Throughout, the music floats between hauntological stupor and a pure, ethereal pop melodicism. The thick reverbs and swells of sound mean the songs often feel weighed down by the psychic pressure of information saturation. While the likes of Grouper or the Caretaker appear determined to hide from this pressure in a blanket of sentimental textures, Paper Dollhouse are reaching out to peer through the cracks in the echo chamber.

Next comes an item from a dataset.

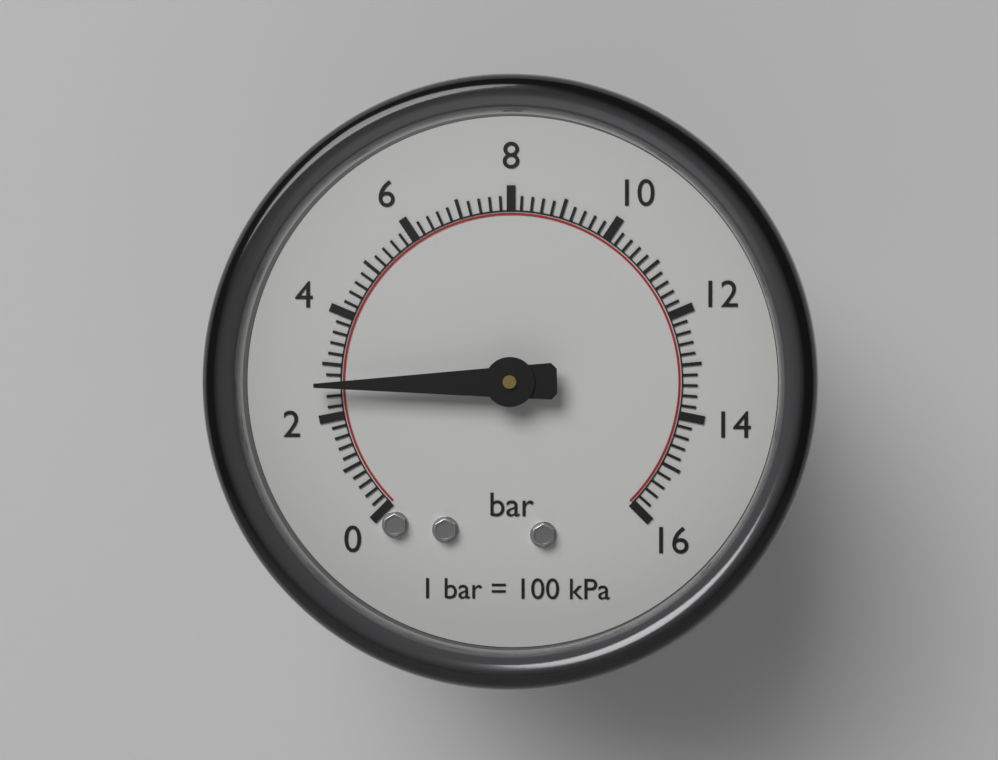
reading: 2.6 bar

Synthesizer led tracks like ‘Green Pool‘ and ‘4 Moons‘ latch onto the sense of utopia through electronics practiced by Delia Derbyshire, but the innocence of these early experiments is obscured and twisted through a 21st Century prism. Later in the album, this pattern seems to be inverted. ‘Lullaby’ and ‘Meteor Storm‘ are smothered in misty drones and echoes, but both tracks slowly expand into richer tapestries of sound through post-punky drum machines and twitching synth chords.

The natural and the synthetic are in constant collision. Bosnic and Steehouder’s voices float around ancient folk traditions, but the interjections of machine rhythms, synth arpeggios and smatters of field recordings mean they are constantly tethered to modern momentum. It feels like a détournement of new age and ambient music. Effects such as reverb and delay that normally add a choral effect to voices somehow do the reverse, making them seem isolated and extra-terrestrial. The sounds are beautiful, but that only serves to amplify the fractures and the dissonance.

Nothing Sacred’ opens with Bosnic coldly stating “awake but still in a dream” over shifting bass tones and a stuttering sample. The effect is what you’d imagine a Daphne Oram soundtrack to an Iain Sinclair novel would sound like. ‘The Sky Looks Different Here’ conjures both ethereal escapism and cold reality. The album feels haunted by monolithic structures, yet it strives to amplify the cracks of light shining through.

The Sky Looks Differently Here is out now, order a copy from Bleep.

TRACKLIST

A1. AYVT
A2. Green Pool
A3. 4 Moons
A4. Haze
A5. Mountain Energie
A6. Pearl’s Theme
A7. Nuclear Alignment
B1. Dream Fields
B2. Adventure
B3. Lullaby
B4. Nothing Sacred
B5. Meteor Storm

Discover more about Paper Dollhouse and MoonDome Records on Inverted Audio.